Sadness is more or less like a head cold - with patience, it passes. Depression is like cancer.
Barbara KingsolverRead
Readers of fiction read, I think, for a deeper embrace of the world, of reality. And that's brave. I never get over being thankful for that - for the courage of my readers.
Interpretation
Readers of fiction engage bravely with complex realities through stories, and the author appreciates their courage.
In this quote, Barbara Kingsolver expresses her gratitude towards fiction readers who seek a deeper understanding of the world through literature. She highlights the courage required to embrace the complexities of reality as portrayed in fiction, suggesting that reading is not merely an escape but a profound engagement with life’s challenges and truths.
In practice
Use this quote in a speech about the importance of literature in understanding our society.
Sadness is more or less like a head cold - with patience, it passes. Depression is like cancer.
Children can be your heartache. But that doesn't matter, you have to go on and have them . . . it works out.
I'm of a fearsome mind to throw my arms around every living librarian who crosses my path, on behalf of the souls they never knew they saved.
I did it to win love, and to prove myself capable. Not to move mountains. In my opinions, mountains don't move. They only look changed when you look down on them from great height.
Memory is a complicated thing, a relative to truth, but not its twin.
Empathy is really the opposite of spiritual meanness. It's the capacity to understand that every war is both won and lost. And that someone else's pain is as meaningful as your own.
There are now 30-year-old Mexican writers who do great novels in which Mexico isn't even mentioned.
Last Exit to Brooklyn should explode like a rusty hellish bombshell over America and still be eagerly read in a hundred years.
What I am going to write is the last of what I have to say. I will say that literature is the only consciousness we possess and that its role as consciousness must inform us of our ability to comprehend the hideous danger of nuclear power.
Writers of feminist dystopian fiction are alert to the realities that grind down women's lives, that make the unthinkable suddenly thinkable.
THE WRITER can get free of his writing only by using it, that is, by reading oneself.

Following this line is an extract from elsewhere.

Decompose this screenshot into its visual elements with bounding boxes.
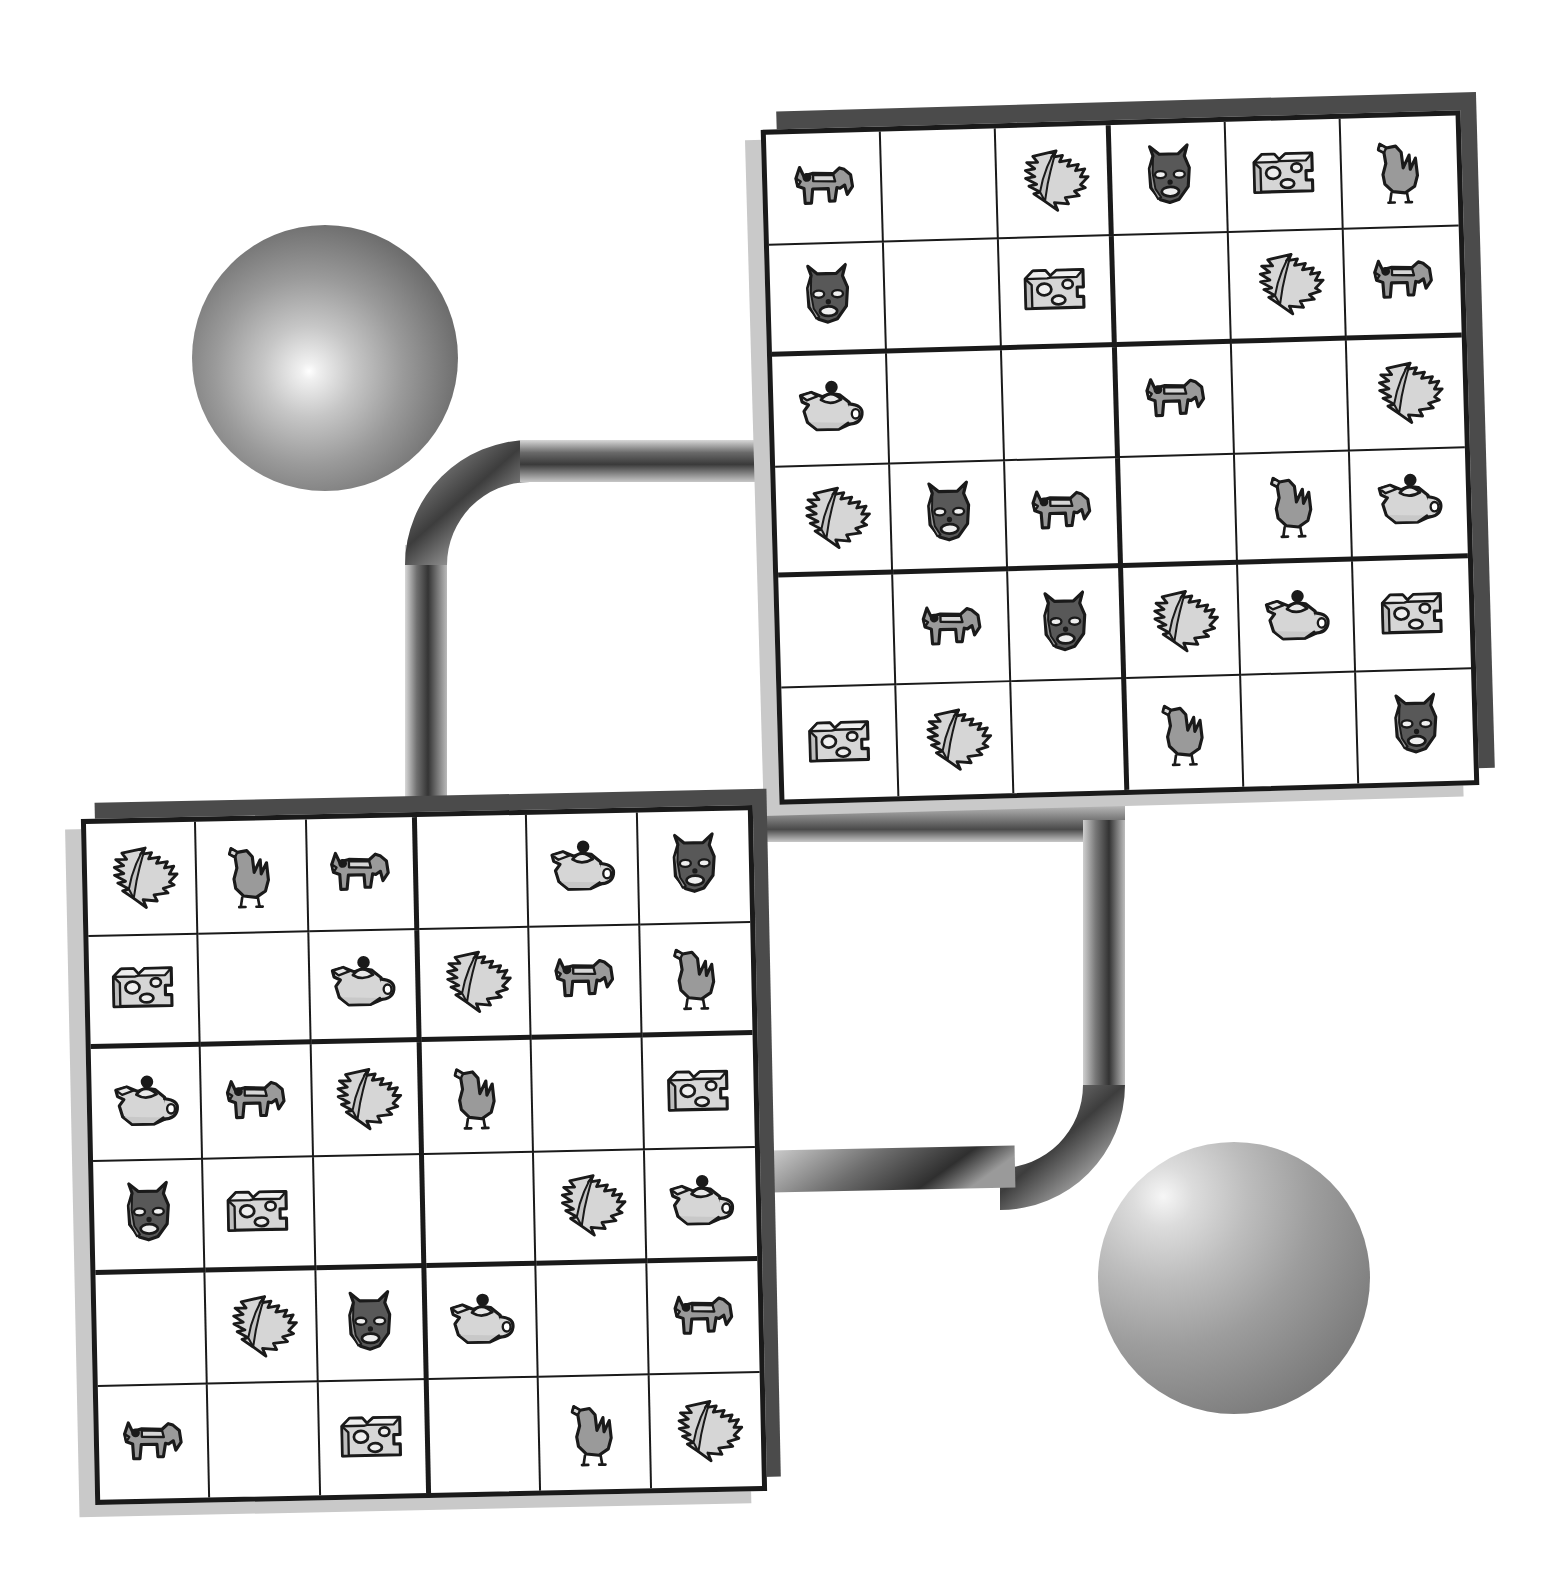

As if the aim of writing were to use what is already written as a launching pad for reading the writing to come. Moreover, what he has written is read in the process, hence constantly modified by his reading. The book is an unbearable totality. I write against a background of facets.
The light that radiates from the great novels time can never dim, for human existence is perpetually being forgotten by man and thus the novelists' discoveries, however old they may be, will never cease to astonish.